14
Sep/18

LOST CHILD

14
Sep/18
Lost Child

Fern Shreaves (Leven Rambin) takes a long, hard look at herself in Ramaa Mosley’s Lost Child

LOST CHILD (Ramaa Mosley, 2018)
Cinema Village
22 East 12th St. between University Pl. & Fifth Ave.
Opens Friday, September 14
212-529-6799
www.bgpics.com
www.cinemavillage.com

Louisiana-born, Los Angeles-based filmmaker Ramaa Mosley follows up her debut, the 2013 comedy The Brass Teapot, with the intense gothic thriller Lost Child. After serving two tours in the army, Fern Shreaves (Leven Rambin), upon the death of her father, returns to the dilapidated Ozarks home where she was raised. Suffering from PTSD — she insists she will never pick up a gun again — she has come back primarily to reconnect with her troubled, missing brother, Billy (Taylor John Smith). But instead she finds and takes in a mysterious young boy, Cecil (Landon Edwards), who appears to be living in the vast forest by her house. The polite ragamuffin child doesn’t say much about where he’s from, but when strange things start happening to Fern, Dr. Gill (Mark Ingalsbe) and dangerous forest-dwelling nut job Fig Karl (Kip Collins) warn her that Cecil is a tatterdemalion, a demonic figure literally sucking the life out of her. Fern becomes friendly with Mike Rivers (Jim Parrack), a sweet-natured bartender and child services worker who pooh-poohs the local folklore and thinks it best if Cecil continues to stay with her to avoid placement in foster care. But Fern is not used to making the right choices, either for herself or others, as events reach a fever pitch.

Lost Child

Landon Edwards makes a big impression in film debut, Lost Child

Mosley cowrote and produced the film with her Brass Teapot partner, Tim Macy, whose father lives in West Plains, Missouri, where Lost Child — originally titled Tatterdemalion — was shot, primarily with nonprofessional actors on an extremely low budget of $15,000. The film is beautifully photographed by Darin Moran, turning the forest into a character unto itself. Rambin, who played Glimmer in The Hunger Games and Athena Bezzerides on True Detective, gets deep into her role as Fern, who is desperately searching for some kind of family to hold on to, her eyes in almost constant motion. Arkansas native Edwards is exceptional as Cecil, reminiscent of Lucas Black in American Gothic, keeping viewers on edge as he harbors dark secrets. Named Best Narrative Feature at the 2018 Kansas City Film Festival, Lost Child — the title could describe several figures in the movie — evokes such works as Robert Mulligan’s The Other, Mervyn LeRoy’s The Bad Seed, Jodie Foster’s Nell, and François Truffaut’s The Wild Child while feeling wholly original. Mosley maintains a creepy, tense atmosphere every step of the way, investigating ideas of family and responsibility, enhanced by David Baron and Chris Maxwell’s subtle, revealing score and southern country-folk songs by Arkansas native Ashley McBryde. (The final song over the closing credits is sung by Rambin.) A twist on a familiar trope, Lost Child is fresh and contemporary while solidly connecting to our ancient human fears of the forest — and weird children.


REQUIRED WORK:
In the copy, leave out the pictures and repeat all records exactly.

DATA:

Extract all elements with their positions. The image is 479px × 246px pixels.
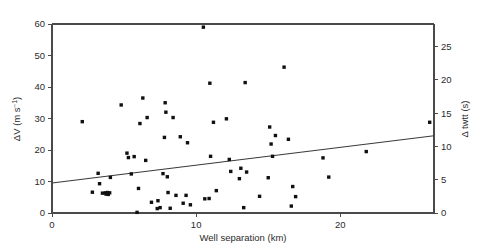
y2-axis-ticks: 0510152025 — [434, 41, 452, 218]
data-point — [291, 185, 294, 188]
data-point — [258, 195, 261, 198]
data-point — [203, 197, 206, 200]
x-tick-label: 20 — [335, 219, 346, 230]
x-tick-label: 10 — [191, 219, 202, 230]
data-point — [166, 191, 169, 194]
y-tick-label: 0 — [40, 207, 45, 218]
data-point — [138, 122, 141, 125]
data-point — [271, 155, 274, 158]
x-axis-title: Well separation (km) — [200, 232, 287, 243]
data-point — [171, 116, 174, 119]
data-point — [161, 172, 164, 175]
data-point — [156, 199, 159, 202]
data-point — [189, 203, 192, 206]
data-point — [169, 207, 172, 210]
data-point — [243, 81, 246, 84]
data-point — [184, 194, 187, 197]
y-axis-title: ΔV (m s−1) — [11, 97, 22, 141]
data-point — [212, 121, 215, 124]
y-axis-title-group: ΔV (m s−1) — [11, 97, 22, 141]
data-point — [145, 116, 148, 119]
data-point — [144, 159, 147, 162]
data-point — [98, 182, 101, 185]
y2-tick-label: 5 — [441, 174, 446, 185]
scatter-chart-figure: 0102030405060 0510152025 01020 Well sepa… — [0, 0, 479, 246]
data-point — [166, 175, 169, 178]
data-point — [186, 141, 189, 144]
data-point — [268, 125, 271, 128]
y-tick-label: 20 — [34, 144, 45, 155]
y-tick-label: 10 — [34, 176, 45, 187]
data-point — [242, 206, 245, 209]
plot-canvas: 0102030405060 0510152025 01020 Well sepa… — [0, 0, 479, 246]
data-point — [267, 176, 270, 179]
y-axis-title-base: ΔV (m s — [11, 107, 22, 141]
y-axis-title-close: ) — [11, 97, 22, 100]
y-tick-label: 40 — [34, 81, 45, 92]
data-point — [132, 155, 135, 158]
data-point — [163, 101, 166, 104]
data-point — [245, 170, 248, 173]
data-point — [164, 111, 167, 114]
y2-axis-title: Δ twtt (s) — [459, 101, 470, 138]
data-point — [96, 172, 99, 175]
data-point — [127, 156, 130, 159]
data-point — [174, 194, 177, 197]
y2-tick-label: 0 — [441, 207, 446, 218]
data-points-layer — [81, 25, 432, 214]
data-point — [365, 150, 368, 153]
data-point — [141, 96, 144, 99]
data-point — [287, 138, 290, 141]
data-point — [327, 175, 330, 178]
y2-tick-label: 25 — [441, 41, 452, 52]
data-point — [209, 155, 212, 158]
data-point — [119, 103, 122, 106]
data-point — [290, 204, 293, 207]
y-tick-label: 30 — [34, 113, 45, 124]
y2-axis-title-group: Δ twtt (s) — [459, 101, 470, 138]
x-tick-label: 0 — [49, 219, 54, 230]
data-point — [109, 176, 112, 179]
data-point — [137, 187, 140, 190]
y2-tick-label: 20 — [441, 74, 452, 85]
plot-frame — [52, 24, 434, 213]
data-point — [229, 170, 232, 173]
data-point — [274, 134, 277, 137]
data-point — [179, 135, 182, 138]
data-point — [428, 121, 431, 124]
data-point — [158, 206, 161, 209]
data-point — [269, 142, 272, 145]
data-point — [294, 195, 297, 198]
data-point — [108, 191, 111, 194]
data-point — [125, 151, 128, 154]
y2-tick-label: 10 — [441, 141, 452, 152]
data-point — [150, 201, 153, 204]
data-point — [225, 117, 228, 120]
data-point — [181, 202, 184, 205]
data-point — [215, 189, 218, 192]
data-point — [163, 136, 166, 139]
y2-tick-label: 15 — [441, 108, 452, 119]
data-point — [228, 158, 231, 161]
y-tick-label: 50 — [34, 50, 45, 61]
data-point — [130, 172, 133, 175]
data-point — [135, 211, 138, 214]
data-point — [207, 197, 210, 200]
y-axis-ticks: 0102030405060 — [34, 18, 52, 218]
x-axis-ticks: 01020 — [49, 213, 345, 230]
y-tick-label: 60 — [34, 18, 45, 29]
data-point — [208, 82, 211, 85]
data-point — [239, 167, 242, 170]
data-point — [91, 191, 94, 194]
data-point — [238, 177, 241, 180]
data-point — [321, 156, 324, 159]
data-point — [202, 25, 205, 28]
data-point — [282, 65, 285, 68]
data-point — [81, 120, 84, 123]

OUTPUT OF THE TASK:
Extract all elements with their positions. The image is 479px × 246px pixels.
y2-axis-ticks: 0510152025 — [434, 41, 452, 218]
data-point — [291, 185, 294, 188]
data-point — [258, 195, 261, 198]
data-point — [203, 197, 206, 200]
x-tick-label: 20 — [335, 219, 346, 230]
x-tick-label: 10 — [191, 219, 202, 230]
data-point — [166, 191, 169, 194]
y-tick-label: 0 — [40, 207, 45, 218]
data-point — [138, 122, 141, 125]
data-point — [271, 155, 274, 158]
x-axis-title: Well separation (km) — [200, 232, 287, 243]
data-point — [171, 116, 174, 119]
data-point — [161, 172, 164, 175]
data-point — [156, 199, 159, 202]
data-point — [189, 203, 192, 206]
data-point — [169, 207, 172, 210]
data-point — [243, 81, 246, 84]
data-point — [184, 194, 187, 197]
y-axis-title: ΔV (m s−1) — [11, 97, 22, 141]
data-point — [212, 121, 215, 124]
y-axis-title-group: ΔV (m s−1) — [11, 97, 22, 141]
data-point — [145, 116, 148, 119]
data-point — [144, 159, 147, 162]
data-point — [98, 182, 101, 185]
y2-tick-label: 5 — [441, 174, 446, 185]
scatter-chart-figure: 0102030405060 0510152025 01020 Well sepa… — [0, 0, 479, 246]
data-point — [166, 175, 169, 178]
data-point — [186, 141, 189, 144]
data-point — [268, 125, 271, 128]
y-tick-label: 20 — [34, 144, 45, 155]
y-tick-label: 10 — [34, 176, 45, 187]
data-point — [242, 206, 245, 209]
plot-canvas: 0102030405060 0510152025 01020 Well sepa… — [0, 0, 479, 246]
data-point — [267, 176, 270, 179]
y-axis-title-base: ΔV (m s — [11, 107, 22, 141]
y-axis-title-close: ) — [11, 97, 22, 100]
y-tick-label: 40 — [34, 81, 45, 92]
data-point — [132, 155, 135, 158]
data-point — [163, 101, 166, 104]
data-point — [245, 170, 248, 173]
data-point — [164, 111, 167, 114]
y2-axis-title: Δ twtt (s) — [459, 101, 470, 138]
data-point — [96, 172, 99, 175]
data-point — [127, 156, 130, 159]
data-point — [174, 194, 177, 197]
y2-tick-label: 0 — [441, 207, 446, 218]
data-points-layer — [81, 25, 432, 214]
data-point — [365, 150, 368, 153]
data-point — [141, 96, 144, 99]
data-point — [287, 138, 290, 141]
data-point — [327, 175, 330, 178]
y2-tick-label: 25 — [441, 41, 452, 52]
data-point — [209, 155, 212, 158]
data-point — [119, 103, 122, 106]
data-point — [290, 204, 293, 207]
y-tick-label: 30 — [34, 113, 45, 124]
y2-axis-title-group: Δ twtt (s) — [459, 101, 470, 138]
x-tick-label: 0 — [49, 219, 54, 230]
data-point — [109, 176, 112, 179]
data-point — [137, 187, 140, 190]
y2-tick-label: 20 — [441, 74, 452, 85]
plot-frame — [52, 24, 434, 213]
data-point — [229, 170, 232, 173]
data-point — [274, 134, 277, 137]
data-point — [179, 135, 182, 138]
data-point — [428, 121, 431, 124]
data-point — [158, 206, 161, 209]
data-point — [269, 142, 272, 145]
data-point — [294, 195, 297, 198]
data-point — [108, 191, 111, 194]
data-point — [125, 151, 128, 154]
y2-tick-label: 10 — [441, 141, 452, 152]
data-point — [150, 201, 153, 204]
data-point — [225, 117, 228, 120]
data-point — [181, 202, 184, 205]
data-point — [215, 189, 218, 192]
data-point — [163, 136, 166, 139]
y2-tick-label: 15 — [441, 108, 452, 119]
data-point — [228, 158, 231, 161]
y-tick-label: 50 — [34, 50, 45, 61]
data-point — [130, 172, 133, 175]
data-point — [135, 211, 138, 214]
data-point — [207, 197, 210, 200]
y-axis-ticks: 0102030405060 — [34, 18, 52, 218]
x-axis-ticks: 01020 — [49, 213, 345, 230]
y-tick-label: 60 — [34, 18, 45, 29]
data-point — [208, 82, 211, 85]
data-point — [239, 167, 242, 170]
data-point — [91, 191, 94, 194]
data-point — [238, 177, 241, 180]
data-point — [321, 156, 324, 159]
data-point — [202, 25, 205, 28]
data-point — [282, 65, 285, 68]
data-point — [81, 120, 84, 123]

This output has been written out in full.